One of the more compelling X-Men is Logan, a.k.a., Wolverine -- so much a fan favorite that he merited his own "Origins" story earlier this year with Wolverine. He's the one who had adamantium grafted onto his entire exoskeleton as part of a military experiment, surviving the procedure because his "mutation" enables him to heal and regenerate repeatedly. It makes for a cool Hollywood movie, but surely it has nothing to do with real science, right?

Wrong! Via io9, we learn that Mother Nature has her own version of Wolverine in the more modest form of the Spanish ribbed newt. As early as 1879, naturalists noticed that the creature could push its rib bones out through the skin to ward off predators. Originally, everyone thought the bones passed through pores in the skin. But a new study using x-ray imaging reveals that the reality is far more gruesome.

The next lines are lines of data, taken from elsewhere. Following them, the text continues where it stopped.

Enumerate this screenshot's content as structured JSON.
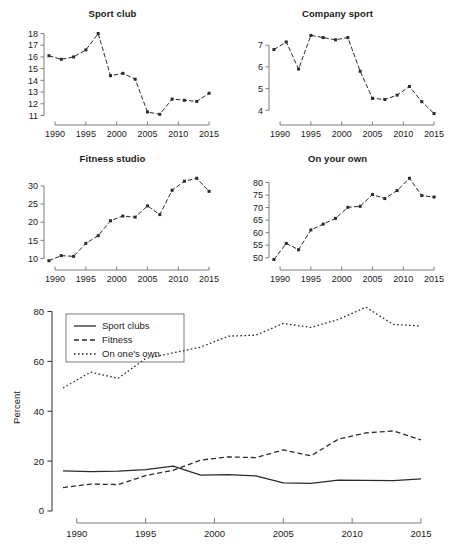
{
  "figure": {
    "panel_count": 5,
    "years": [
      1989,
      1991,
      1993,
      1995,
      1997,
      1999,
      2001,
      2003,
      2005,
      2007,
      2009,
      2011,
      2013,
      2015
    ]
  },
  "chart_data": [
    {
      "type": "line",
      "title": "Sport club",
      "xlabel": "",
      "ylabel": "",
      "x": [
        1989,
        1991,
        1993,
        1995,
        1997,
        1999,
        2001,
        2003,
        2005,
        2007,
        2009,
        2011,
        2013,
        2015
      ],
      "values": [
        16.1,
        15.8,
        16.0,
        16.6,
        18.0,
        14.4,
        14.6,
        14.1,
        11.3,
        11.1,
        12.4,
        12.3,
        12.2,
        12.9
      ],
      "xticks": [
        1990,
        1995,
        2000,
        2005,
        2010,
        2015
      ],
      "yticks": [
        11,
        12,
        13,
        14,
        15,
        16,
        17,
        18
      ],
      "xlim": [
        1988.2,
        2015.8
      ],
      "ylim": [
        10.7,
        18.3
      ],
      "grid": false,
      "linestyle": "dashed-with-markers",
      "marker": "square"
    },
    {
      "type": "line",
      "title": "Company sport",
      "xlabel": "",
      "ylabel": "",
      "x": [
        1989,
        1991,
        1993,
        1995,
        1997,
        1999,
        2001,
        2003,
        2005,
        2007,
        2009,
        2011,
        2013,
        2015
      ],
      "values": [
        6.8,
        7.15,
        5.9,
        7.45,
        7.35,
        7.25,
        7.35,
        5.8,
        4.55,
        4.5,
        4.7,
        5.1,
        4.4,
        3.85
      ],
      "xticks": [
        1990,
        1995,
        2000,
        2005,
        2010,
        2015
      ],
      "yticks": [
        4,
        5,
        6,
        7
      ],
      "xlim": [
        1988.2,
        2015.8
      ],
      "ylim": [
        3.6,
        7.7
      ],
      "grid": false,
      "linestyle": "dashed-with-markers",
      "marker": "square"
    },
    {
      "type": "line",
      "title": "Fitness studio",
      "xlabel": "",
      "ylabel": "",
      "x": [
        1989,
        1991,
        1993,
        1995,
        1997,
        1999,
        2001,
        2003,
        2005,
        2007,
        2009,
        2011,
        2013,
        2015
      ],
      "values": [
        9.4,
        10.8,
        10.6,
        14.2,
        16.3,
        20.4,
        21.7,
        21.4,
        24.5,
        22.1,
        28.8,
        31.3,
        32.1,
        28.5
      ],
      "xticks": [
        1990,
        1995,
        2000,
        2005,
        2010,
        2015
      ],
      "yticks": [
        10,
        15,
        20,
        25,
        30
      ],
      "xlim": [
        1988.2,
        2015.8
      ],
      "ylim": [
        8.5,
        33.0
      ],
      "grid": false,
      "linestyle": "dashed-with-markers",
      "marker": "square"
    },
    {
      "type": "line",
      "title": "On your own",
      "xlabel": "",
      "ylabel": "",
      "x": [
        1989,
        1991,
        1993,
        1995,
        1997,
        1999,
        2001,
        2003,
        2005,
        2007,
        2009,
        2011,
        2013,
        2015
      ],
      "values": [
        49.3,
        55.7,
        53.2,
        61.1,
        63.4,
        65.7,
        70.1,
        70.5,
        75.2,
        73.6,
        76.8,
        81.7,
        74.8,
        74.2
      ],
      "xticks": [
        1990,
        1995,
        2000,
        2005,
        2010,
        2015
      ],
      "yticks": [
        50,
        55,
        60,
        65,
        70,
        75,
        80
      ],
      "xlim": [
        1988.2,
        2015.8
      ],
      "ylim": [
        47.5,
        83.0
      ],
      "grid": false,
      "linestyle": "dashed-with-markers",
      "marker": "square"
    },
    {
      "type": "line",
      "title": "",
      "xlabel": "",
      "ylabel": "Percent",
      "x": [
        1989,
        1991,
        1993,
        1995,
        1997,
        1999,
        2001,
        2003,
        2005,
        2007,
        2009,
        2011,
        2013,
        2015
      ],
      "series": [
        {
          "name": "Sport clubs",
          "linestyle": "solid",
          "values": [
            16.1,
            15.8,
            16.0,
            16.6,
            18.0,
            14.4,
            14.6,
            14.1,
            11.3,
            11.1,
            12.4,
            12.3,
            12.2,
            12.9
          ]
        },
        {
          "name": "Fitness",
          "linestyle": "dashed",
          "values": [
            9.4,
            10.8,
            10.6,
            14.2,
            16.3,
            20.4,
            21.7,
            21.4,
            24.5,
            22.1,
            28.8,
            31.3,
            32.1,
            28.5
          ]
        },
        {
          "name": "On one's own",
          "linestyle": "dotted",
          "values": [
            49.3,
            55.7,
            53.2,
            61.1,
            63.4,
            65.7,
            70.1,
            70.5,
            75.2,
            73.6,
            76.8,
            81.7,
            74.8,
            74.2
          ]
        }
      ],
      "xticks": [
        1990,
        1995,
        2000,
        2005,
        2010,
        2015
      ],
      "yticks": [
        0,
        20,
        40,
        60,
        80
      ],
      "xlim": [
        1988.2,
        2015.8
      ],
      "ylim": [
        0,
        83
      ],
      "grid": false,
      "legend_position": "top-left"
    }
  ]
}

Zoologist Egon Heiss of the University of Vienna in Austria and colleagues report in the Journal of Zoology that whenever the Spanish ribbed newt becomes agitated by an approaching threat, it swings its ribs forward, expanding the size of its body so much that the ribs literally pierce the skin and stick outside the body, like spines.

Once the danger has passed, it retracts the ribs, relying on the well-known ability of newts and other amphibians to repair their skin (some species can even regrow tails). Like Wolverine, they can do this again and again, with no apparent ill effects. It's even cooler when you recall that in the original origin story for Wolverine, his "claws" weren't adamantium, but bone, and the process mimicked the Spanish ribbed newt even more closely.

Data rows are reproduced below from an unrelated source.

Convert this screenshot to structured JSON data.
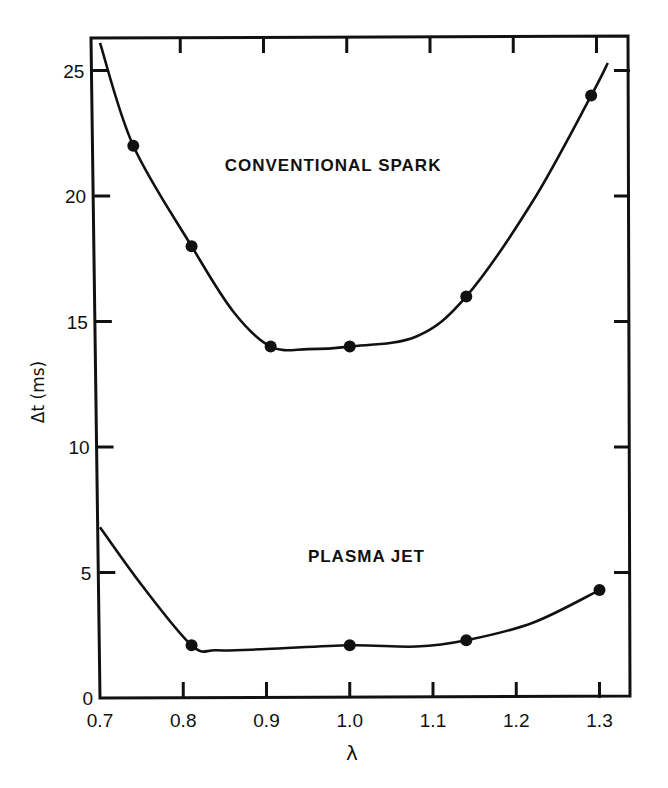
{
  "chart_data": {
    "type": "line",
    "title": "",
    "xlabel": "λ",
    "ylabel": "Δt (ms)",
    "xlim": [
      0.7,
      1.335
    ],
    "ylim": [
      0,
      26.5
    ],
    "x_ticks": [
      0.7,
      0.8,
      0.9,
      1.0,
      1.1,
      1.2,
      1.3
    ],
    "x_tick_labels": [
      "0.7",
      "0.8",
      "0.9",
      "1.0",
      "1.1",
      "1.2",
      "1.3"
    ],
    "y_ticks": [
      0,
      5,
      10,
      15,
      20,
      25
    ],
    "y_tick_labels": [
      "0",
      "5",
      "10",
      "15",
      "20",
      "25"
    ],
    "grid": false,
    "legend": "none (series labeled inline)",
    "series": [
      {
        "name": "CONVENTIONAL SPARK",
        "points": [
          {
            "x": 0.74,
            "y": 22.0
          },
          {
            "x": 0.81,
            "y": 18.0
          },
          {
            "x": 0.905,
            "y": 14.0
          },
          {
            "x": 1.0,
            "y": 14.0
          },
          {
            "x": 1.14,
            "y": 16.0
          },
          {
            "x": 1.29,
            "y": 24.0
          }
        ],
        "curve": [
          [
            0.7,
            26.1
          ],
          [
            0.74,
            22.0
          ],
          [
            0.81,
            18.0
          ],
          [
            0.86,
            15.4
          ],
          [
            0.905,
            14.0
          ],
          [
            0.95,
            13.9
          ],
          [
            1.0,
            14.0
          ],
          [
            1.08,
            14.4
          ],
          [
            1.14,
            16.0
          ],
          [
            1.22,
            19.8
          ],
          [
            1.29,
            24.0
          ],
          [
            1.31,
            25.3
          ]
        ]
      },
      {
        "name": "PLASMA JET",
        "points": [
          {
            "x": 0.81,
            "y": 2.1
          },
          {
            "x": 1.0,
            "y": 2.1
          },
          {
            "x": 1.14,
            "y": 2.3
          },
          {
            "x": 1.3,
            "y": 4.3
          }
        ],
        "curve": [
          [
            0.7,
            6.8
          ],
          [
            0.75,
            4.5
          ],
          [
            0.81,
            2.1
          ],
          [
            0.84,
            1.9
          ],
          [
            0.9,
            1.95
          ],
          [
            1.0,
            2.1
          ],
          [
            1.08,
            2.05
          ],
          [
            1.14,
            2.3
          ],
          [
            1.22,
            3.0
          ],
          [
            1.3,
            4.3
          ]
        ]
      }
    ],
    "annotations": [
      {
        "text": "CONVENTIONAL SPARK",
        "x": 0.98,
        "y": 21.0
      },
      {
        "text": "PLASMA JET",
        "x": 1.02,
        "y": 5.4
      }
    ]
  }
}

How cool is that? The Spanish ribbed newt goes one step further than Wolverine: it secrets a poisonous milky toxin on its body surface. When the ribs pierce the skin, the tips are coated with the poison, making them doubly deadly to their attackers. We sense an interesting new plot point for the sequel...


Saving a Bit of History

posted by The Exchange

Los Angeles has plenty of landmarks: the Capitol Records building, Graumann's Chinese Theater, and of course, the famous Hollywood sign. But as a wildfire raged through the national forest over the last few days, the flames threatened a lesser known bit of local history: the Mount Wilson Observatory.

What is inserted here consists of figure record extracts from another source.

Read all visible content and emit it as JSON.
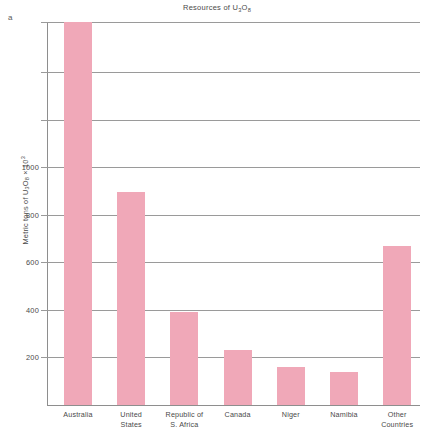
{
  "panel_label": "a",
  "chart_data": {
    "type": "bar",
    "title": "Resources of U3O8",
    "title_parts": {
      "prefix": "Resources of U",
      "sub1": "3",
      "mid": "O",
      "sub2": "8"
    },
    "ylabel": "Metric tons of U3O8 x 10^3",
    "ylabel_parts": {
      "prefix": "Metric tons of U",
      "sub1": "3",
      "mid": "O",
      "sub2": "8",
      "times": " × 10",
      "sup": "3"
    },
    "xlabel": "",
    "categories": [
      "Australia",
      "United States",
      "Republic of S. Africa",
      "Canada",
      "Niger",
      "Namibia",
      "Other Countries"
    ],
    "category_lines": [
      [
        "Australia"
      ],
      [
        "United",
        "States"
      ],
      [
        "Republic of",
        "S. Africa"
      ],
      [
        "Canada"
      ],
      [
        "Niger"
      ],
      [
        "Namibia"
      ],
      [
        "Other",
        "Countries"
      ]
    ],
    "values": [
      1610,
      895,
      390,
      230,
      160,
      140,
      670
    ],
    "ylim": [
      0,
      1610
    ],
    "yticks": [
      200,
      400,
      600,
      800,
      1000
    ],
    "ytick_labels": [
      "200",
      "400",
      "600",
      "800",
      "1000"
    ],
    "unlabeled_gridlines": [
      1200,
      1400,
      1610
    ],
    "grid": true,
    "legend": "none",
    "bar_color": "#f0a8b8",
    "axis_color": "#8e8e8e",
    "text_color": "#4a4a4a"
  }
}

For those who aren't familiar with Mount Wilson, this is the place where astronomer Edwin Hubble made his momentous discovery that the universe was expanding, using the 100-inch "Hooker telescope." That observation, combined with Einstein's theory of general relativity, changed the way we view our universe, from static and unchanging to dynamic and constantly evolving.

There are personal stories associated with the observatory as well. Hubble was assisted in collecting the spectrograph images of galaxies he used to make his conclusion by one Milton Humason -- a former janitor who married the boss's daughter and eventually found himself promoted to staff scientist, earning a small footnote in astronomy history books. (You can read more about him here.) That's the stuff movies are made of.

Tim Rutten ruminates on the importance of the observatory in today's Los Angeles Times:

"You'd think the place and instrument that so fundamentally altered our notions about ourselves and our relation to the cosmos would be a place of pilgrimage. But for some reason we don't really turn the sites of our great intellectual realizations... into shrines the way we do with other historical venues.... Perhaps it's simply the nature of science and those who pursue it to keep their eyes fixed on the forward horizon...."

Sometimes a landmark becomes so familiar that we start to take it for granted -- until that landmark is threatened with destruction. People all over the world tuned in to the observatory's live Webcam feed, giving it record-breaking traffic for the first time in years. The feed went down sometime yesterday morning due to technical difficulties, but as of this writing, firefighters have beaten back the flames. Mount Wilson is safe. For now.

The Station Fire, as it has come be known, is already one for the record books, eclipsing the devastation wrought on the national forest the last time it burned so thoroughly, in 1897. But at least it reminded us of the value of a piece of science history.